Navy Times: Goodbye to the F-14
The Navy today is holstering the F-14 Tomcat, the top gun in its Cold War arsenal and one of the most recognizable warplanes in history...
“There’s something about the way an F-14 looks, something about the way it carries itself,” says Adm. Michael Mullen, chief of naval operations. “It screams toughness. Look down on a carrier flight deck and see one of them sitting there, and you just know, there’s a fighter plane. I really believe the Tomcat will be remembered in much the same way as other legendary aircraft, like the Corsair, the Mustang and the Spitfire.”
The Tomcat was designed in the late 1960s with one enemy in mind: the Soviet Union. Typically launched from an aircraft carrier, the Tomcat’s twin engines propelled it at twice the speed of sound. Its armaments deterred Soviet bombers designed to fire missiles at Navy ships.
“It was intended to do one thing really well,” says John Pike, a military analyst at GlobalSecurity.org, a think tank based in Alexandria, Va. “The Soviets evidently respected it. Their answer was to build bigger and faster bombers. Fortunately, those attacks never came.”
After the Soviet Union crumbled in 1991, the F-14 was something of a stray cat. It had no real enemy in a world with one superpower. Eventually, the Navy armed it with precision bombs and targeting systems and added attack missions to its resume. Tomcats, with their two-member crews of a pilot and a backseat radar officer, flew missions in Desert Storm, in the Balkans and, until February, in Iraq.
After today’s ceremony, the Navy will mothball some F-14s in the Arizona desert and ship others to aviation museums. A monument at Oceana Naval Air Station will be dedicated to the 69 Tomcat aviators who were killed while flying the plane, says retired rear admiral Fred Lewis, chairman of the Tomcat Sunset Committee, a non-profit group established to organize farewell ceremonies for the F-14. “That’s the risk we all accepted when we flew the plane,” Lewis says.
The only other country still flying F-14s after today will be Iran, Pike says. Starved for spare parts, the Iranians struggle to keep them in flight. Smuggled parts will be even harder to come by after the Navy retires the Tomcat.
“Nobody will be sorrier to see them go than the ayatollahs,” Pike says.
The Navy’s last F-14s made their final cats and traps from the aircraft carrier Theodore Roosevelt in July. Read Navy Times coverage, and watch video from the event.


*EXERCISE*. Transcribe exactly the stretch of lines beginning at the one containing "What region does human hand occupy?" and closing with the last line of the entries below. Omit images.

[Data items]
* * * * *

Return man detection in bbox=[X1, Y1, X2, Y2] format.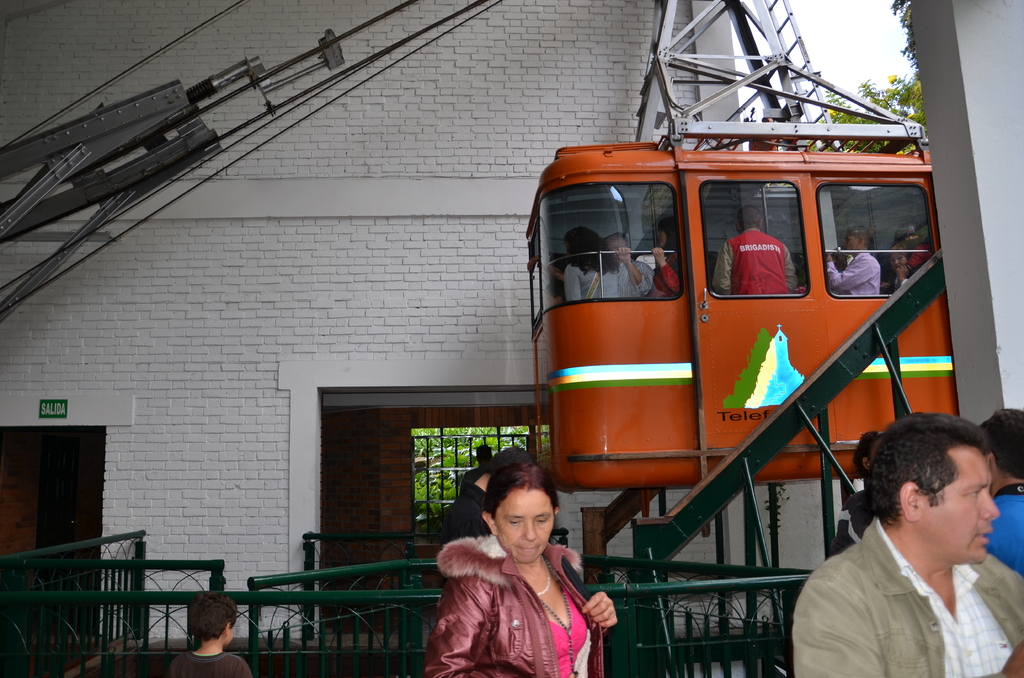
bbox=[778, 419, 1023, 675].
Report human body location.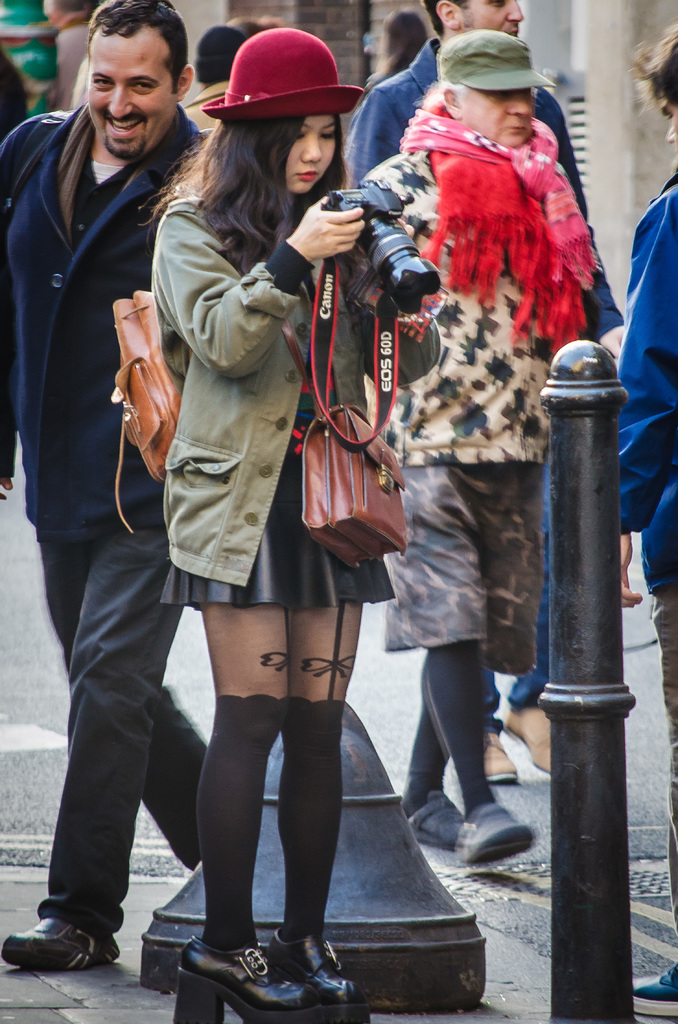
Report: bbox=[24, 4, 205, 1007].
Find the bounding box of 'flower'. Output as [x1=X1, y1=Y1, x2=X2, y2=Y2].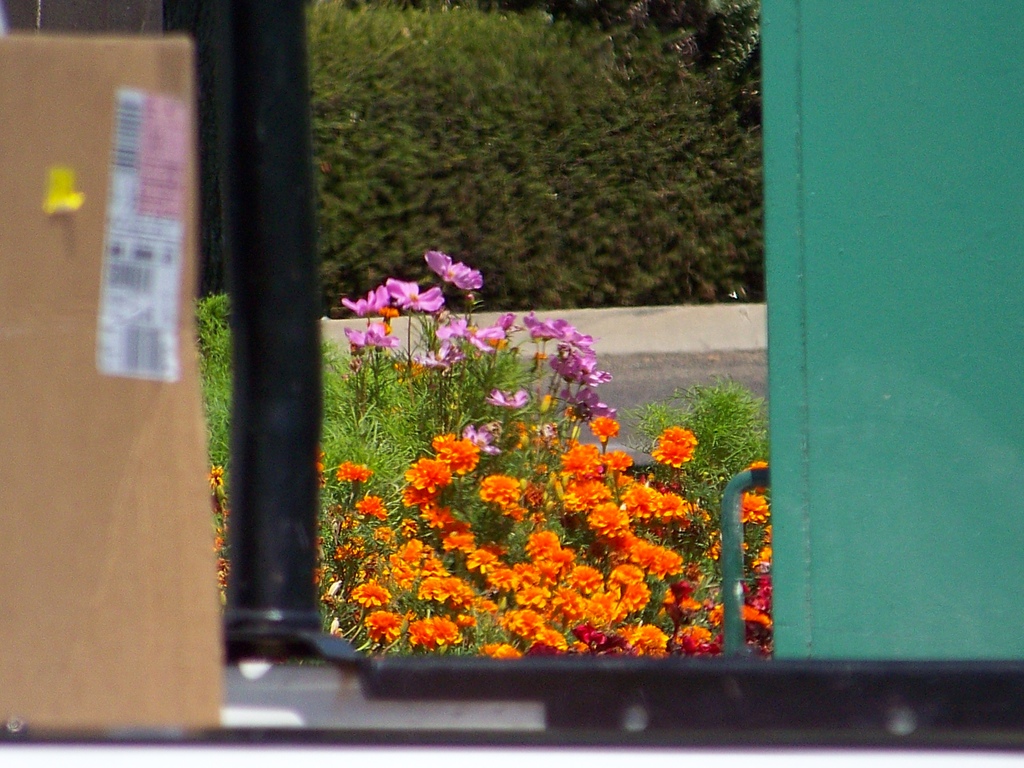
[x1=355, y1=492, x2=392, y2=522].
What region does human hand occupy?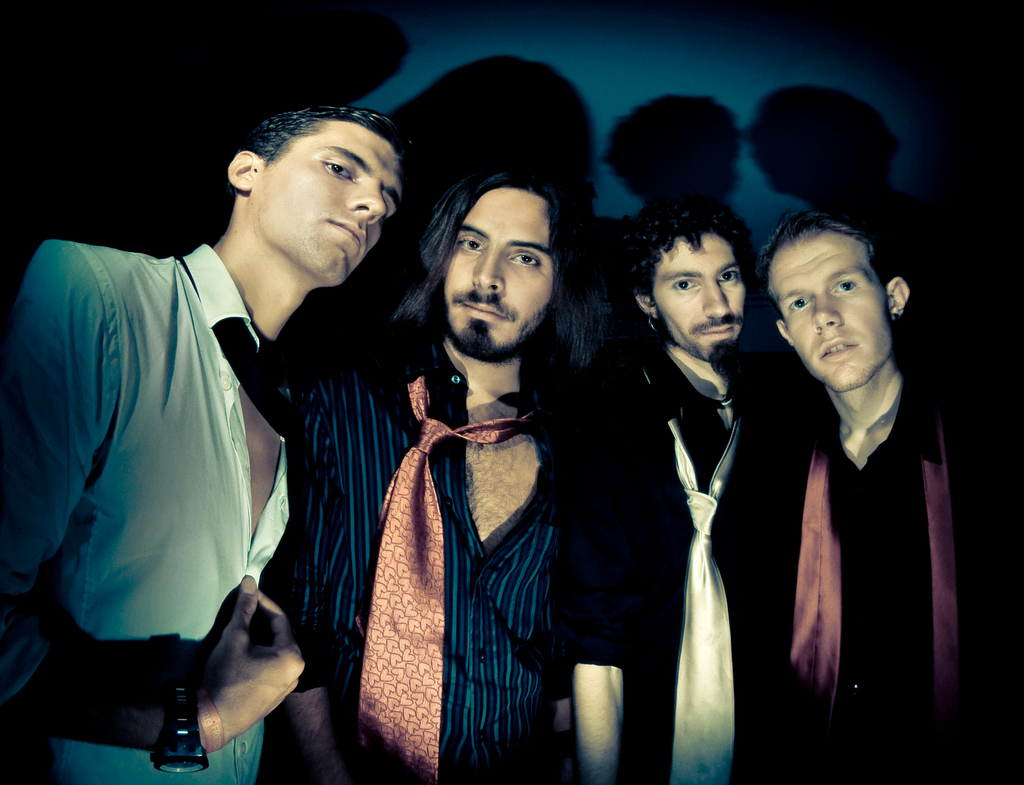
[165,566,302,749].
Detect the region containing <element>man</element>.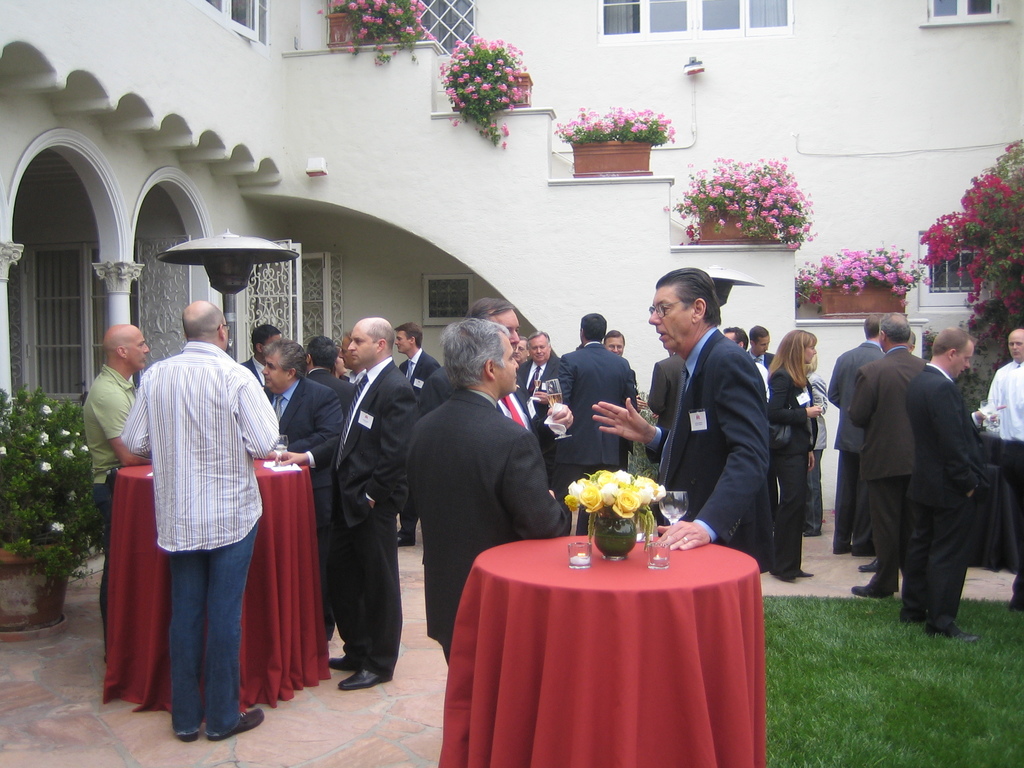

* * * * *

*TASK RESPONSE*.
What region does human hand occupy?
[165,566,302,749].
Detect the region containing <element>man</element>.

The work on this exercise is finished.